Frequently Asked Questions
What is a fiduciary surety bond and how does it differ from other surety bonds?
A fiduciary bond is a court-required surety instrument guaranteeing that an appointed fiduciary will fulfill their duties faithfully. Unlike contract or license bonds — which cover construction performance and regulatory compliance — fiduciary bonds operate in a judicial or probate context, protecting beneficiaries and estates from misconduct or negligence.
What is the purpose of a fiduciary bond?
The purpose is to protect estates, trusts, and beneficiaries from financial harm caused by a fiduciary's fraud, negligence, or misconduct. It gives courts assurance that appointed individuals — who often have unsupervised access to significant assets — will manage them responsibly on behalf of those they serve.
How much does a fiduciary surety bond cost?
Premiums are calculated as a percentage of the bond amount. Ohio's published benchmark is $2.50 per $1,000 of bonded assets, with a sliding scale for larger bonds. Your credit history, the type of fiduciary role, and specific risk factors in the estate all influence the final rate.
Who pays for a fiduciary bond?
The fiduciary purchases and pays the premium. However, in many probate jurisdictions — including California under Probate Code §8486 — the estate can reimburse this cost as a legitimate administrative expense.
Can a fiduciary bond requirement be waived?
Yes, in many states. A bond can be waived if the testator explicitly included a waiver in their will, if all beneficiaries consent in writing, or if the court exercises its discretion. However, courts can still require a bond for good cause even after a waiver — and waiving the bond removes all financial protection for beneficiaries.
Is an ERISA bond the same as a fiduciary bond?

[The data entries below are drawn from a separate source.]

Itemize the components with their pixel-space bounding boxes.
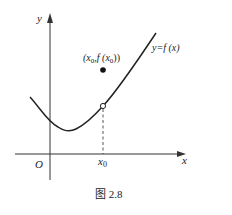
discontinuity-diagram: y O x x0 y=f (x) (x0,f (x0)) 图 2.8 [0, 0, 232, 215]
x0-tick-label: x0 [97, 155, 107, 169]
open-point-icon [100, 103, 105, 108]
curve-label: y=f (x) [151, 42, 180, 54]
y-axis-arrow-icon [47, 13, 53, 23]
x-axis-label: x [181, 154, 187, 166]
point-label: (x0,f (x0)) [83, 52, 120, 65]
function-curve [30, 33, 156, 131]
origin-label: O [35, 158, 43, 170]
figure-caption: 图 2.8 [95, 188, 123, 200]
y-axis-label: y [36, 12, 42, 24]
filled-point-icon [100, 67, 106, 73]
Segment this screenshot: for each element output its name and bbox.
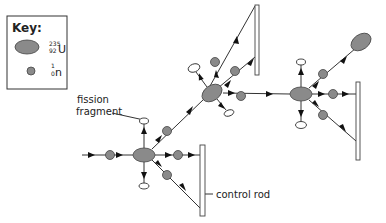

ERISA bonds are a specialized subcategory of fiduciary bond, federally mandated under the Employee Retirement Income Security Act for anyone who handles employee benefit plan assets. They share the three-party surety structure but carry distinct federal requirements: minimum coverage of 10% of plan assets handled, a $500,000 cap (or $1,000,000 for plans holding employer securities), and mandatory placement through Treasury-listed carriers.